Fannie and Freddie to Shed Foreclosed House for Sale Lists
After Fannie Mae and Freddie Mac were saved by the federal government from collapse last year, the Obama administration has been employing these two large government-sponsored enterprises mainly to help contain the problem of distressed foreclosed house for sale inventories.
Now, the administration is starting formal talks to shape the future of the two GSEs. A meeting of the White House National Economic Council this week will tackle the issue.
Lawrence Summers, director of the council, had long planned to revamp Fannie and Freddie. When he was head of the Treasury in 1999, he warned Congress that Fannie Mae and Freddie Mac have grown so big that if they would collapse, the national economy could collapse with them.
One of the overhaul proposals being seriously considered is the plan to transfer all bad debts owned by the two GSEs to newly created government financial entities that would collect the unpaid loans.
Without bad debts, the two companies would be able to start with new and stronger structures that will support the residential mortgage market.
Fannie Mae was founded in 1938 to respond to problems in the housing sector during the Great Depression. In 1968, it was chartered by Congress as a GSE to buy and securitize mortgages to ensure that home loans are always available to home buyers.
Two years after, in 1970, Freddie Mac was founded to expand the secondary market for mortgage loans and to further increase the amount of money available for lending to potential home buyers.
When the housing market collapsed, the two GSEs had to be saved by the federal government to prevent a financial collapse that would down the national economy, as Summers had predicted in 1999. Since their bailout last September, the federal government has infused a total of $85 billion in funding into the two GSEs to keep them alive as they help stabilize the mortgage market.
Treasury Secretary Timothy Geithner said that the federal government has so far been successful in stabilizing the companies, but still has to study what their final function and structure would be.
Fannie Mae and Freddie Mac have run for years as hybrid entities, created by the government to support the housing market but owned by private-sector shareholders. Since their federal bailout last year, the two GSEs have been majority-owned by the federal government.
Currently, as their future roles are being shaped, the two GSEs are helping the government carry out the Making Home Affordable Program.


DIRECTIONS FOR THIS TASK:
Reproduce exactly, with no other output, every line of the data below from the line containing "Show me where <b>tablet computer</b> is." to the end, inclusive.

RECORDS:
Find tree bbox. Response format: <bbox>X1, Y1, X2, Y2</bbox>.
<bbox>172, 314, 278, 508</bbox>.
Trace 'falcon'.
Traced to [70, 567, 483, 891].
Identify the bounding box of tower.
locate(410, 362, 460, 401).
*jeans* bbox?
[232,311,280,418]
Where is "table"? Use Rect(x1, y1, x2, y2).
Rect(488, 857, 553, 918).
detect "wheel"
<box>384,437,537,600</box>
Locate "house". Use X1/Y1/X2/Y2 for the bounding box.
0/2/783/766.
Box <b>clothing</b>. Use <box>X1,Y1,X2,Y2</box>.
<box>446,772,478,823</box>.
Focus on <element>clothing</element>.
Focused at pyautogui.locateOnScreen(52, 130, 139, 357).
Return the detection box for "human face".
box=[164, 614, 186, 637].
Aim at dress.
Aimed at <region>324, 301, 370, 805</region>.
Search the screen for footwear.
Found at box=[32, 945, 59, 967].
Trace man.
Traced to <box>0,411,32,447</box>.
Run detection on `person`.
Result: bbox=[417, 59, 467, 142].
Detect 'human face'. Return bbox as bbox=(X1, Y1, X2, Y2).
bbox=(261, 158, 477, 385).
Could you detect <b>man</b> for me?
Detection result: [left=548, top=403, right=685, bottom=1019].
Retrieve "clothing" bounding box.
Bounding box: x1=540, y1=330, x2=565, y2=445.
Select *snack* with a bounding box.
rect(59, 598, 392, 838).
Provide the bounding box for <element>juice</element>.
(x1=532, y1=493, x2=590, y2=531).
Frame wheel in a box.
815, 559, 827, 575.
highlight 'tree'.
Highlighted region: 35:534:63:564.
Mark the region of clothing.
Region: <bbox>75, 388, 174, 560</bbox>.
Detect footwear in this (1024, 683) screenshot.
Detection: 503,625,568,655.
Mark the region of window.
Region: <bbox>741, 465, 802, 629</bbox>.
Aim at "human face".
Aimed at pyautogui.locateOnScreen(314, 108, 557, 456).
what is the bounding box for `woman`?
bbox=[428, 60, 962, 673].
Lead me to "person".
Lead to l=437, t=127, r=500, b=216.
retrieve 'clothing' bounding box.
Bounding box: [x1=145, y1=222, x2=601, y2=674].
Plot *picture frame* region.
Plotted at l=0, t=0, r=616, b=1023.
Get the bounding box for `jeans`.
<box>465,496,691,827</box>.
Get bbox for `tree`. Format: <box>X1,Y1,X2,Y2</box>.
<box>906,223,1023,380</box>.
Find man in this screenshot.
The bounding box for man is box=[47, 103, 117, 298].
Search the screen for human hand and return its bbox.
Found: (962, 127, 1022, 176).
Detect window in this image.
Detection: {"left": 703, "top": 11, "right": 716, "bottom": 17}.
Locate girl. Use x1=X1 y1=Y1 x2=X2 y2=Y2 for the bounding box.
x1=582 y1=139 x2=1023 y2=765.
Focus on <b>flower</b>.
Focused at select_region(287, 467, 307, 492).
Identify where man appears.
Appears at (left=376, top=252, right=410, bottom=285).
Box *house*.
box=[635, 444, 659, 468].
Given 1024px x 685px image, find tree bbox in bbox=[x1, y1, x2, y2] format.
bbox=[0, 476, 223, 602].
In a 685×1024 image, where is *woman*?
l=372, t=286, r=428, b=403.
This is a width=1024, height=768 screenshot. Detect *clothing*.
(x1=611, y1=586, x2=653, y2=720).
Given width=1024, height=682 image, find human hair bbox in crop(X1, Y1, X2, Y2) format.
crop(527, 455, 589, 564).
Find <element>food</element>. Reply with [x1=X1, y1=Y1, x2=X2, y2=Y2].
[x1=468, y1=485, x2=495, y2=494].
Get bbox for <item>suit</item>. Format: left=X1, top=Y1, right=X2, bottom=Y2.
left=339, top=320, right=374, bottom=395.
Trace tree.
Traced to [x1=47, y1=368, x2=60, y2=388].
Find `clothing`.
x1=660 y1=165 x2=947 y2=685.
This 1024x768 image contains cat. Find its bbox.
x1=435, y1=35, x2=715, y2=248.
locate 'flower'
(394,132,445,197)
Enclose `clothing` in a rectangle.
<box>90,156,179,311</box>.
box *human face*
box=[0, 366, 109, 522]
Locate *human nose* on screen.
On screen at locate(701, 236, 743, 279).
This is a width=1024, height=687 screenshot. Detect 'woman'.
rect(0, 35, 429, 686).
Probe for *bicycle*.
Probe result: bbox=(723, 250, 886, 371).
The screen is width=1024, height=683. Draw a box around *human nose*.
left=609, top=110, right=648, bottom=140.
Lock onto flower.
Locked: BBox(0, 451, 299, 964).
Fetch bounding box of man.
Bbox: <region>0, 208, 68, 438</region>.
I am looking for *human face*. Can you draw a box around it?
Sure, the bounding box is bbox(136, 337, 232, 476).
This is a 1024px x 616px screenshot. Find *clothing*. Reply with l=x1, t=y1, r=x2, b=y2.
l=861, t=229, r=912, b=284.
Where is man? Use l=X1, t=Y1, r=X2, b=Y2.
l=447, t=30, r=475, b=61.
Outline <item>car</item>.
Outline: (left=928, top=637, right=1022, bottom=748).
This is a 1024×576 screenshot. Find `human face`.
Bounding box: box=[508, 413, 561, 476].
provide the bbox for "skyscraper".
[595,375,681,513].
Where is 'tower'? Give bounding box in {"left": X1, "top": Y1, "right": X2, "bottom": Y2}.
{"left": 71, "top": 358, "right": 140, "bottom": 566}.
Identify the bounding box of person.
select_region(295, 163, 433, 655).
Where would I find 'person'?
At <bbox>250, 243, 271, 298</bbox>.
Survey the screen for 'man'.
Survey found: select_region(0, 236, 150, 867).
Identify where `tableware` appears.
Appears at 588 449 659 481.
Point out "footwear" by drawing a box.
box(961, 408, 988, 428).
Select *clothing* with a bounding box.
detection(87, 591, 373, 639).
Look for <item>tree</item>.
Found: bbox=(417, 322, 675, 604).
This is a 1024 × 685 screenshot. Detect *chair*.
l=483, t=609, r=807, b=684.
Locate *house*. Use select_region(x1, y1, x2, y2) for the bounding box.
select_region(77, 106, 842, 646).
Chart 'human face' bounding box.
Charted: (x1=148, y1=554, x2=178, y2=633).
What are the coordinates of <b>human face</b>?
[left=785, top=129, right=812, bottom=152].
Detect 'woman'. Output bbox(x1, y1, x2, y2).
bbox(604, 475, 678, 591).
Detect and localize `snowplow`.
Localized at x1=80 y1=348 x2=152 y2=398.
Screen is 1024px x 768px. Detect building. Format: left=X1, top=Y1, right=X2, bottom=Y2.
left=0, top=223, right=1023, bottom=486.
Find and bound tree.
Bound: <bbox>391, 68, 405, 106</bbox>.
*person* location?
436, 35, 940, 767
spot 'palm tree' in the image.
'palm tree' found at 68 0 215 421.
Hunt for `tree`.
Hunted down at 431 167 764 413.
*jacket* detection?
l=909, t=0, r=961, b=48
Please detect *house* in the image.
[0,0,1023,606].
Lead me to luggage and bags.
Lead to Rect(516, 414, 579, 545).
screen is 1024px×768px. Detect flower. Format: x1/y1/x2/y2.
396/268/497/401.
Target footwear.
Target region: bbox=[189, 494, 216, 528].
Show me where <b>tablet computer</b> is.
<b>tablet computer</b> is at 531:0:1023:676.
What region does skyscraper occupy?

ANSWER BELOW:
Show me where <b>tablet computer</b> is.
<b>tablet computer</b> is at 531:0:1023:676.
What region does skyscraper occupy?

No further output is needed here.